Lots of small narrow fields.

Pałac Kultury

Colleagues

St John’s Cathedra

Princess and unicorn

Pegasus

Park Saski

Pierogi for lunch. Hand-crocheted tablecloth.

Chopin crossing


The whole company flew to Warsaw for a weekend trip to celebrate a great year. (Our fiscal year runs May to April.) This is a view of Warsaw from the top of the Pałac Kultury, a grandiose Stalinist edifice from 1955, still Poland’s tallest building.

Interesting fact: Warsaw is still struggling with untangling ownership claims for land expropriated by the Soviet Union. Much of the land in central Warsaw is still disputed. So an undisputed plot is often surrounded by disputed ones – hence, a flattish city with a surprising number of skyscrapers scattered around, with pretty small footprints.


Adrian playing with Geomag. He tends to build these really tall, thin, spindly things, and then be really angry when they collapse under their own weight.


We went out in the garden after dinner.

I found so many slugs that I lost count, several of them in flagrante delicto eating my hostas and day lilies. Obviously my reactive approach is not sufficient; it is time to switch to a proactive approach and remove the conditions that allow them to thrive and multiply. The scrappy area in front of the earth cellar is where the slugs have their safe haven and operating base: it’s slightly shady, and there are lots of hiding places for them among the rocks and nettles. I will clear all that out until the slugs have no place to hide.

Adrian meanwhile played on the swing, talked to the neighbour boy, and watered the slope.


I’ve sewed fiddly dino toes this evening.


Ingrid’s bed curtains, messy bed, and favourite cuddly panda.


And the colourful dinosaurs I’ve drawing and cutting.


Adrian drawing a dinosaur.

We finally hung up Ingrid’s bed curtains last weekend. (It only took three months…) Now Adrian naturally wants a bed curtain, too. Today I started working on his.

Ingrid’s has stars and a full moon. Adrian wants dinosaurs on his.
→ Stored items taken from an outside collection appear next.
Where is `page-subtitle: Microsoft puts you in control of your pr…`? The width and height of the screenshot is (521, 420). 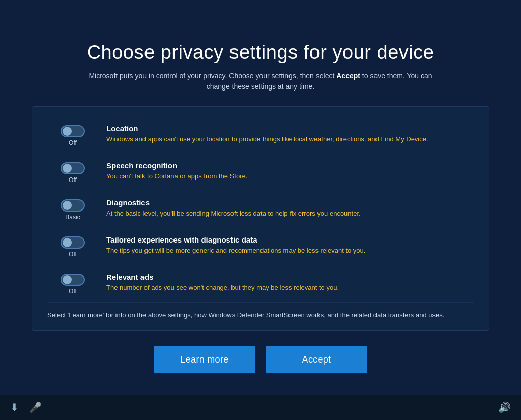
page-subtitle: Microsoft puts you in control of your pr… is located at coordinates (260, 81).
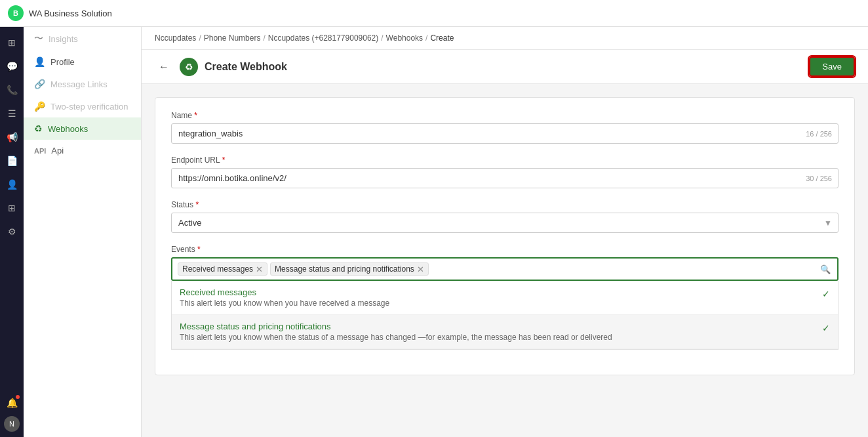  Describe the element at coordinates (223, 269) in the screenshot. I see `event-tag-received: Received messages ✕` at that location.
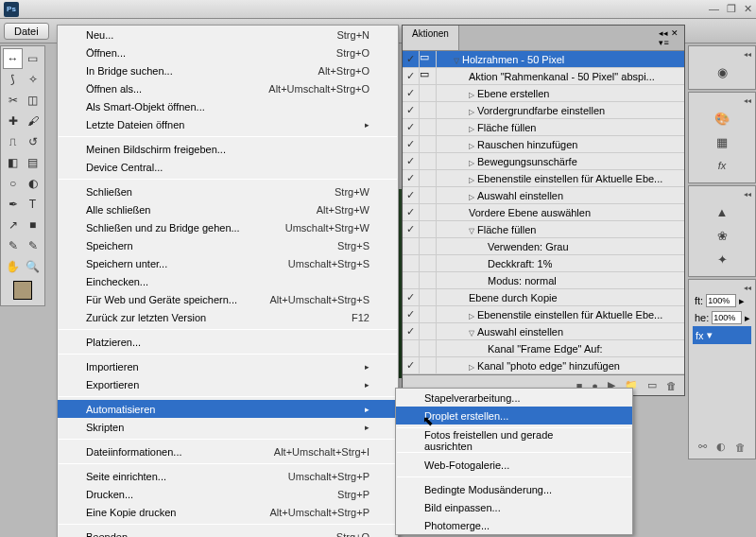 The image size is (756, 537). Describe the element at coordinates (32, 59) in the screenshot. I see `marquee-tool: ▭` at that location.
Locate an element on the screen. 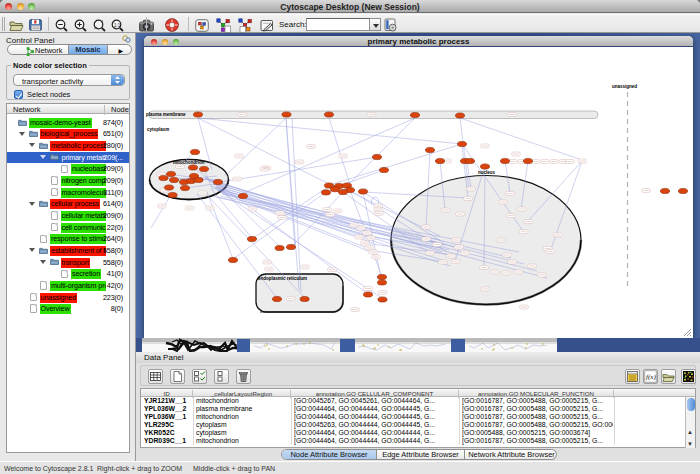  svg-text: unassigned is located at coordinates (624, 86).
This morning we prepared a first draft of the design together: he told me what he wanted and I drew it. The curtain will have a red Tyrannosaurus, a yellow Stegosaurus, a purple Pterosaurus and a pink Diplodocus. Oh, and a volcano. With lava.


The slug season has begun. There are already dozens of those little devils in and around our garden. They ate most of the new growth of a hosta plant before I noticed them.

Ingrid and I go on regular slug hunts. The hunting is best in the evening or morning, after rain. The best hunting ground is the wasteland between the street and the root cellar, and onwards along the edge of the road. It looks like the ones that reached the hostas also started their invasion from that direction. I guess some of them wintered somewhere in that area, and now laid a batch of eggs.

I pay her a bounty: 1 krona per slug found, and another krona if she also disposes of it. One night she found 16 slugs and earned almost as much as a week’s pocket money in about a quarter of an hour.

They are easy to spot in low grass and on plants, but not so easy on bare soil. And they are especially not easy to spot when there is dead plant material on that soil. A wet old piece of wood, a curled-up dead leaf, a piece of pine bark mulch: there are surprisingly many finger-length brown objects in a garden.